I have more then once gave up on pressing up, hit ctrl + c to reset only to see the command I wanted briefly flash up as I am hitting ctrl + c
- 0 Posts
- 11 Comments
I personally hate global menu bars. They do not work with focus follows mouse. The way menus currently work is fine for me and I would not want to lose that to, IMO, a much worst system. Any global menu implementation would need to be able to be disabled and better to have it off by default. And I would rather see effort in developing other features personally - though mostly as I would never use this feature.
*in your commands is expanded by the shell before tar sees them. It also does not expand hidden files.So when you do
admin/*the shell expands to all non hidden files inside admin. Which does not includeadmin/.htaccess. So tar is never told to archive this file, only the other non hidden files and folders. It will still archive hidden files and folders nested deeper though.In the second example
*expands toadminand the other does which are not hidden at that level. Then tar can open these dirs and recursivly archive all files and folders including the hidden ones.You can see what commands actually get executed after any shell expansions if you run
set -xfirst. Thenset +xto turn that off again.Here is an example using
ls:$ set -x; ls -A foo/*; ls -A *; set +x + ls --color=tty -A foo/baz foo/baz + ls --color=tty -A foo .bar baz + set +x
nous@programming.devto
Programmer Humor@programming.dev•GitHub Actions radicalized meEnglish
2·4 months agoOne problem is GHs auto-merge when ready button. It will merge when there are still tests running unless they are required. It would be much better if the auto merges took into account all checks and not just required ones.
nous@programming.devto
Programming@programming.dev•How could simulating the ports as open be useful?English
0·1 year agoThose are not port scans though. A port scan is when someone is systematically checking a large number of ports on a system to find which ones are open and possibly what is running on them. A random connection to a single port is not a port scan and not something pretending that other ports are open will help at all with. And open services are typically announced in some other way and don’t require scanning all ports on the whole internet to find. Though you may get connections from people that get the address wrong, or have an old IP that has been reused or something - those are not scans though.
Really it seems like you’re advertising your lack of imagination in this context than a legitimate lack of possible uses for spoofing open ports.
I never said that. I have mentioned actual use cases for wanted this in other comments in this thread - namely slowing down attackers by making them do more work by not being able to do quick checks for open ports. My responses here though are about the postulation that you could gain extra information with an open port in eBPF vs just a closed one or simply a service running on that port. Thus I do not think that is the reason you would want this. Never said there are no reasons at all that you would want to pretend ports are open.
nous@programming.devto
Programming@programming.dev•How could simulating the ports as open be useful?English
0·1 year agoWhat is a benign scan?
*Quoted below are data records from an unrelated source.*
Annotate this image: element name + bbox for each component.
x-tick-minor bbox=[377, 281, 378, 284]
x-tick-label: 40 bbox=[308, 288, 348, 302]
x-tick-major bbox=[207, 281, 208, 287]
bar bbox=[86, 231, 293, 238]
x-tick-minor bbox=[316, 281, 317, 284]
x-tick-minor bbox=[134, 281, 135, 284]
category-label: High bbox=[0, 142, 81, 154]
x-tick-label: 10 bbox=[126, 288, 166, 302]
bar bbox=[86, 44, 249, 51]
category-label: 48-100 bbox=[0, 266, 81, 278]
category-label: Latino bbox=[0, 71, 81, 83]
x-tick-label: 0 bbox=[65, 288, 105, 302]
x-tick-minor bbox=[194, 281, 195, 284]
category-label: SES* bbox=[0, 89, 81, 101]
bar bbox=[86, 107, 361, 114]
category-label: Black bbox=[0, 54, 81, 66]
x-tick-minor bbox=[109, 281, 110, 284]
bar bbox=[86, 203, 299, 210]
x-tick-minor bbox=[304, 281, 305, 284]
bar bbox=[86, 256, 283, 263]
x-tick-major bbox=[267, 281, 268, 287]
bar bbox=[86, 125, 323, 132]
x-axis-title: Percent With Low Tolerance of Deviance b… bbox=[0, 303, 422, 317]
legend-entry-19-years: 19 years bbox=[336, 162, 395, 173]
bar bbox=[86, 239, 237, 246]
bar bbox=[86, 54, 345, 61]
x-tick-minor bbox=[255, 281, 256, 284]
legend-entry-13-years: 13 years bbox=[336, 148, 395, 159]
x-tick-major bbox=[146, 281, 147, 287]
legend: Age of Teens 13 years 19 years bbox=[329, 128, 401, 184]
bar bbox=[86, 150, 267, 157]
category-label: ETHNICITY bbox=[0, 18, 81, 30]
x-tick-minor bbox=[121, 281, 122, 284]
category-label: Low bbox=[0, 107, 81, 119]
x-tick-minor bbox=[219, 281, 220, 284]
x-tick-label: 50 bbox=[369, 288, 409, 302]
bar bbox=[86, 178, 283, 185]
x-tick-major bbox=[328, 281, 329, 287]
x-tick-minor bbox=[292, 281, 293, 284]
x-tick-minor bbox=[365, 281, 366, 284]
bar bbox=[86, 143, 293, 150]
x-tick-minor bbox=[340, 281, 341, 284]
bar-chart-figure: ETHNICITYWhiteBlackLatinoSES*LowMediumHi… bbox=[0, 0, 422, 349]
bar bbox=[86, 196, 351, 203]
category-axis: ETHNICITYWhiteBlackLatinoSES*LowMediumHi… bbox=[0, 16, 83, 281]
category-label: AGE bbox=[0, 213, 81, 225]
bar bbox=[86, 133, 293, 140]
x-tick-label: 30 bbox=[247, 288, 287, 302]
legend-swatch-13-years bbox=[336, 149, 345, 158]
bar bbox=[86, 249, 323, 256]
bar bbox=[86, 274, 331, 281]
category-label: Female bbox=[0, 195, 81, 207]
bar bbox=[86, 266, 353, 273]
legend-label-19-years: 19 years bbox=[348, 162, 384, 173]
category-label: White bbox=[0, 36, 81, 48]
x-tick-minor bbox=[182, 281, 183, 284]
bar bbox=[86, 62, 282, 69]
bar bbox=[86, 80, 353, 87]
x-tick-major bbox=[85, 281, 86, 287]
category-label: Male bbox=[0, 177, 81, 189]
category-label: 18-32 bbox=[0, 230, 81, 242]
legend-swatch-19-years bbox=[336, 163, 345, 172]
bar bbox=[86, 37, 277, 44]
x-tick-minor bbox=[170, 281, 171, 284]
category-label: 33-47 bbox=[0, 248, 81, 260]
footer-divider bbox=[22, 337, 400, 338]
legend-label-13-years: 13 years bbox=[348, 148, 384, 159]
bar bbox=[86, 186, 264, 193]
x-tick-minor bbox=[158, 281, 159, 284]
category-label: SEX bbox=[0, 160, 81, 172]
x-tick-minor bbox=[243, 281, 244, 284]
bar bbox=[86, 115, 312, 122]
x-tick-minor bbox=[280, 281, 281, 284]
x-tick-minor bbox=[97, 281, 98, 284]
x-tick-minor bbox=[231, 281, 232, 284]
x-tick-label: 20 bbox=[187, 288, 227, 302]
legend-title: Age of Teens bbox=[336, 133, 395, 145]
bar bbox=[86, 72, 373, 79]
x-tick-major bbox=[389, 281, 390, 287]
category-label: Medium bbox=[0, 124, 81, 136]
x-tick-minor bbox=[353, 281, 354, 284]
Why do you need to scan a system if you are not trying to figure out what it is running - which is something only attackers or the server admins (looking for things that should not be exposed) would want to do. Any third party scanning for open ports I would consider an attack. Though it might just be an automated system looking for weaknesses - it is still an attack.
nous@programming.devto
Programming@programming.dev•How could simulating the ports as open be useful?English
1·1 year agoWhat is a fake port?
nous@programming.devto
Programming@programming.dev•How could simulating the ports as open be useful?English
0·1 year agoPort knocking does not require open ports though? It works by trying to connect to closed ports in a specific sequence does it not?
nous@programming.devto
Programming@programming.dev•How could simulating the ports as open be useful?English
0·1 year agoWhat extra information could you gather? Note I assume we are talking about a fake open port here, not an active service listening on a port that can communicate with the attacker. That could be done without eBPF though - so what advantage would eBPF have here?
And I assume this is more on the level of responding to pings than creating full connections? At which point you are only dealing with a single packet from the sender. So what value does responding give you here?
nous@programming.devto
Programming@programming.dev•How could simulating the ports as open be useful?English
0·1 year agoWould it even need to pretend it is open? If it can fake a port being open then it can tell when a close port is being pinged. So can outright block connections from those IPs without ever pretending it is open?

While true and some will do it for that reason, I bet most do it simply because the friction to forking is so low.
Some might have an intention to work on it but then don’t or might start looking at it in detail then give up or get to busy or lose interest.
Others might just click it to save it for later.
And don’t forget all the people that click it by accident.